As John McCain formally accepts his nomination for president, Russian coverage of the event and the campaign in general has been distanced and sometimes condescending. Instead, the Russian media has mainly been focused on the events in Georgia.

Alexander Solzhenitsyn was a premodern giant who defied the limits of human ability and the forces of nature. His world was that of ethical absolutes, unshakable values, spiritual discipline and self-sacrificial commitment.

Interest in the dark side of Soviet history is modest now compared with the nationwide yearning in the late 1980s for the truth about the Soviet regime's crimes. But it may be enough to make the Kremlin want to preempt or control such interest.

During Vladimir Putin's presidency, tight control of the mass media evolved as one of the Russian leadership's key political resources. It will be equally indispensable to newly inaugurated President Dmitry Medvedev.

The next Russian administration, with Dmitry Medvedev as president and Vladimir Putin remaining at the helm as prime minister, may evolve into something different from Putin's current rule. But the expectations of liberalization that Medvedev's rhetoric and non-KGB background might have raised in some circles are wishful thinking.

Kosovo has evolved as an issue of consensus among the Russian leadership as well as the public. The Russian people – from nationalist hawks to liberal Westernizers – all agree: Kosovo independence is not a good idea.

The stepped-up harassment of the British Council in recent days signals a new low in Russia's post-Cold-War relations with the West and a further slide toward Soviet-style isolationism.

Using the disguise of parliamentary elections as a way to have his authority reconfirmed should help Putin get around the requirement that he step down in 2008 and should allow him to remain in charge -- in whatever capacity he would carve out for himself -- even after his second presidential term ends. This transformation of Duma elections into a referendum may explain why the Kremlin is behaving with such nervousness about a vote it is sure to win and why it is raising the specter of new enemies facing Russia.

With Vladimir Putin's announcement this week that he would head the pro-Kremlin United Russia party in December's parliamentary elections, Russia's new power configuration began to take shape. Ultimately, it will mean the extension of Putin's authority and a triumph of manipulative politics. But as they have demonstrated, the Russian people won't mind.

This month marks 70 years since the drastic surge of Stalin's terror: In 1937 the Kremlin butcher scrapped even the faintest appearance of court procedures. The infamous "troika trials" -- a system of justice by rubber-stamped death sentences -- killed more than 436,000 in one year. The anniversary observances were intended to honor the victims. But the ceremony held earlier this month at Butovo, the site of mass killings on the outskirts of Moscow, revealed the government's desire to keep the public's mind off reflections about terror and its perpetrators.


A word-for-word copy of the entries is the goal; leave out the pictures.

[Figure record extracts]
____________________

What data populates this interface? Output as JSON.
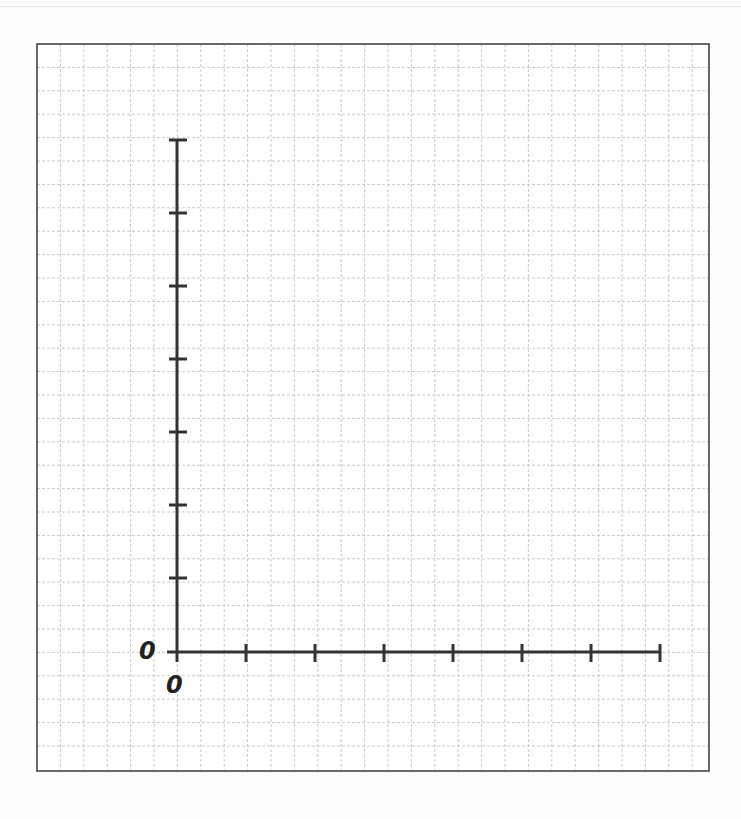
{
  "chart_data": {
    "type": "line",
    "title": "",
    "xlabel": "",
    "ylabel": "",
    "x_ticks": [
      0,
      "",
      "",
      "",
      "",
      "",
      "",
      ""
    ],
    "y_ticks": [
      0,
      "",
      "",
      "",
      "",
      "",
      "",
      ""
    ],
    "x_tick_count": 8,
    "y_tick_count": 8,
    "series": [],
    "grid": true,
    "note": "Blank coordinate axes on graph paper; only origin labeled 0 on both axes"
  },
  "labels": {
    "y_origin": "0",
    "x_origin": "0"
  },
  "colors": {
    "axis": "#333333",
    "frame": "#444444",
    "grid": "#c8c8c8",
    "background": "#ffffff"
  },
  "layout": {
    "frame": {
      "x": 37,
      "y": 44,
      "w": 672,
      "h": 727
    },
    "grid_cell": 23.4,
    "origin": {
      "x": 177,
      "y": 652
    },
    "x_tick_positions": [
      177,
      246,
      315,
      384,
      453,
      522,
      591,
      660
    ],
    "y_tick_positions": [
      652,
      578,
      505,
      432,
      359,
      286,
      213,
      140
    ]
  }
}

____________________

# EXERCISE ANSWER:
What data populates this interface? Output as JSON.
{
  "chart_data": {
    "type": "line",
    "title": "",
    "xlabel": "",
    "ylabel": "",
    "x_ticks": [
      0,
      "",
      "",
      "",
      "",
      "",
      "",
      ""
    ],
    "y_ticks": [
      0,
      "",
      "",
      "",
      "",
      "",
      "",
      ""
    ],
    "x_tick_count": 8,
    "y_tick_count": 8,
    "series": [],
    "grid": true,
    "note": "Blank coordinate axes on graph paper; only origin labeled 0 on both axes"
  },
  "labels": {
    "y_origin": "0",
    "x_origin": "0"
  },
  "colors": {
    "axis": "#333333",
    "frame": "#444444",
    "grid": "#c8c8c8",
    "background": "#ffffff"
  },
  "layout": {
    "frame": {
      "x": 37,
      "y": 44,
      "w": 672,
      "h": 727
    },
    "grid_cell": 23.4,
    "origin": {
      "x": 177,
      "y": 652
    },
    "x_tick_positions": [
      177,
      246,
      315,
      384,
      453,
      522,
      591,
      660
    ],
    "y_tick_positions": [
      652,
      578,
      505,
      432,
      359,
      286,
      213,
      140
    ]
  }
}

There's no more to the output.